This is not a very useful Twitter post at all.
The colours will relate to number of cases or number of cases per capita, but these are arbitrary values. Neither figure is necessarily more or less misleading than the other without contextual information for what the categorisation of the colours are and why those ranges were used. A range might want to give a good span of the data: the green map lacks granularity at the lower end, but the red one lacks granularity at the high end.
Let's imagine a hypothetical disease where there was a peak with up to 5000 cases per 100,000 people a week. Using a 3 colour chart, they set 0-1000 as green, 1001-3000 as yellow, and 3001+ as red. Then three months later, using this categorisation, it's well past peak and infections have plummetted so green abounds. So someone decides to change the ranges: this better represents the current infections, but it is arguably misleading people how severe the infection risk is, given that everywhere it is much lower than the peak.
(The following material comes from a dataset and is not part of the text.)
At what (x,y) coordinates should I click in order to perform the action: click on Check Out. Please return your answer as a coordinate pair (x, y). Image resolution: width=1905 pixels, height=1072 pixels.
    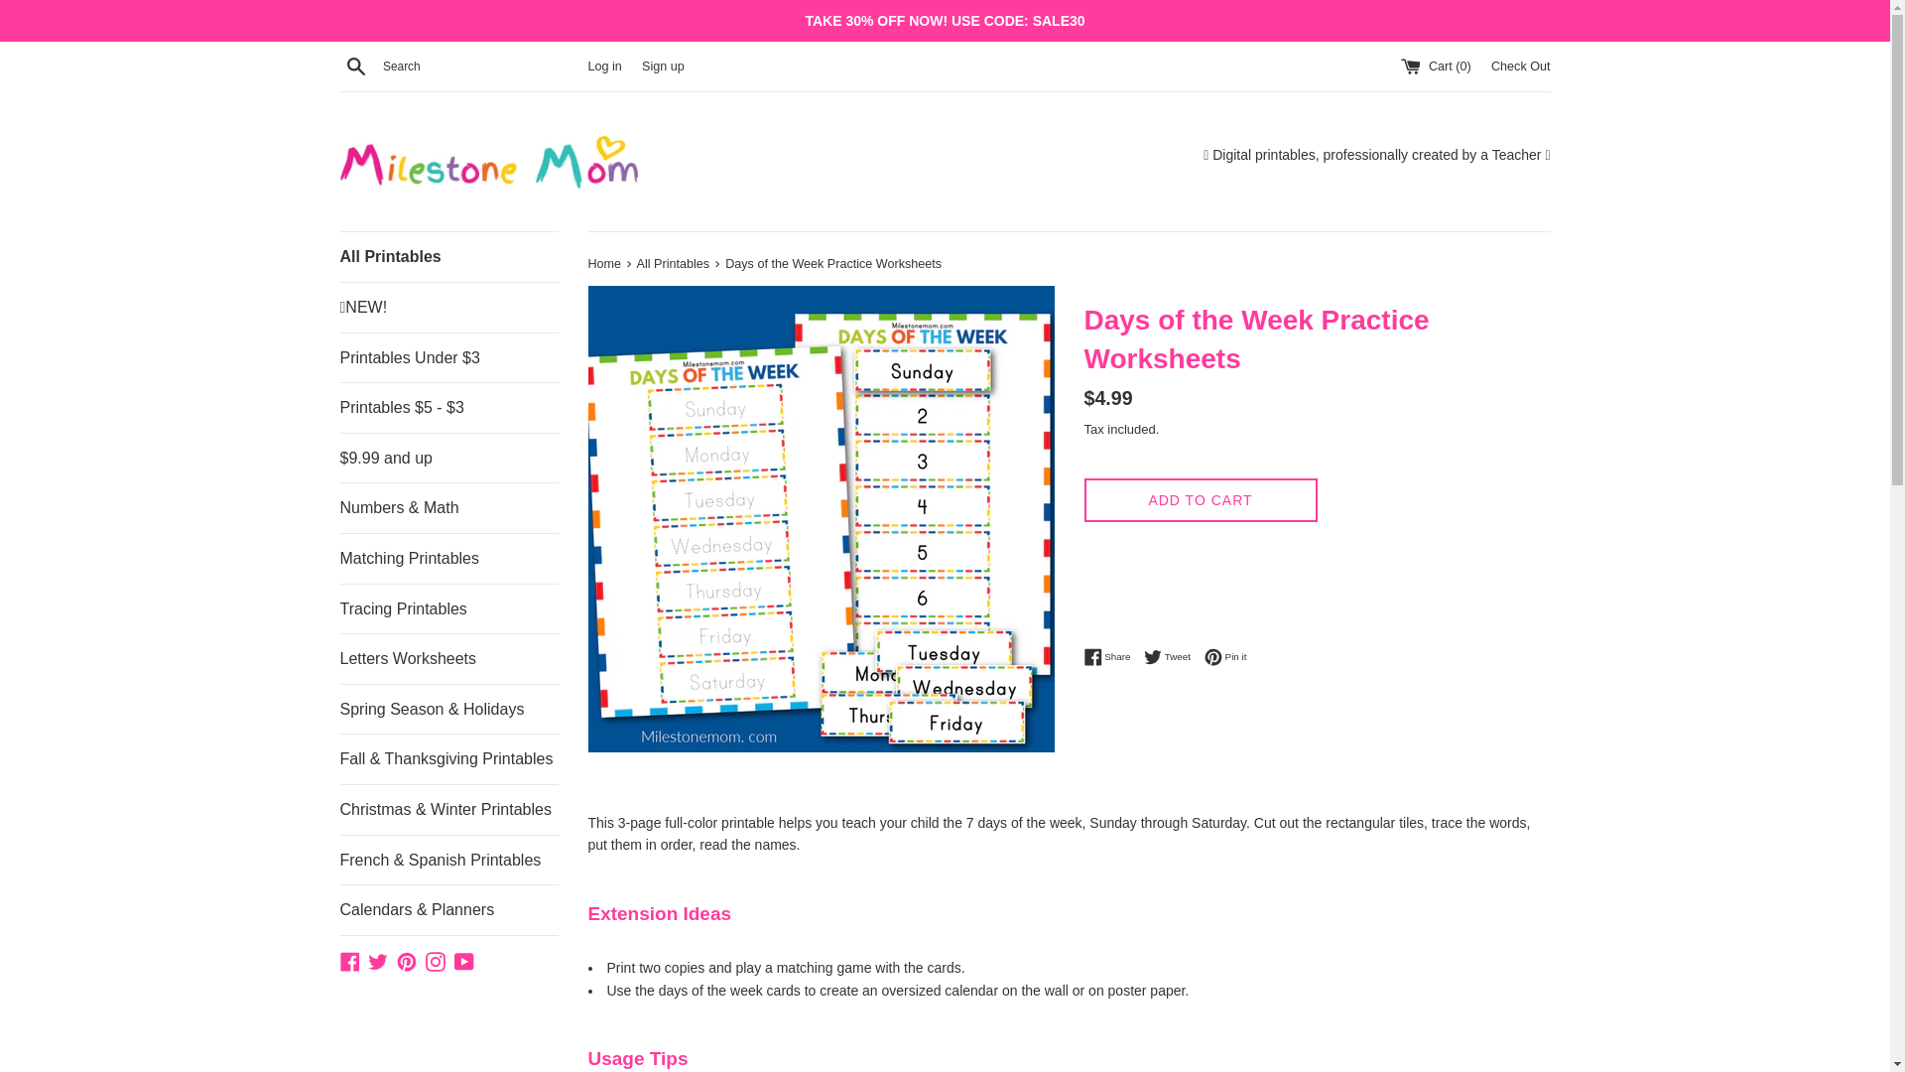
    Looking at the image, I should click on (1225, 657).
So what is the right thing to do? That's not an easy answer. Trite Twitter posts like that don't help enlighten.
One can argue that colour selection also matters for the visual impact (red = alarming, green = soothing). But if that is so, a graph that goes blue-yellow-orange-red is weighted towards making someone feel worried; why is this better than green-yellow-orange that's weighted towards making someone feeling reassured? And again, see the issue with granularity above, which accentuates the issue.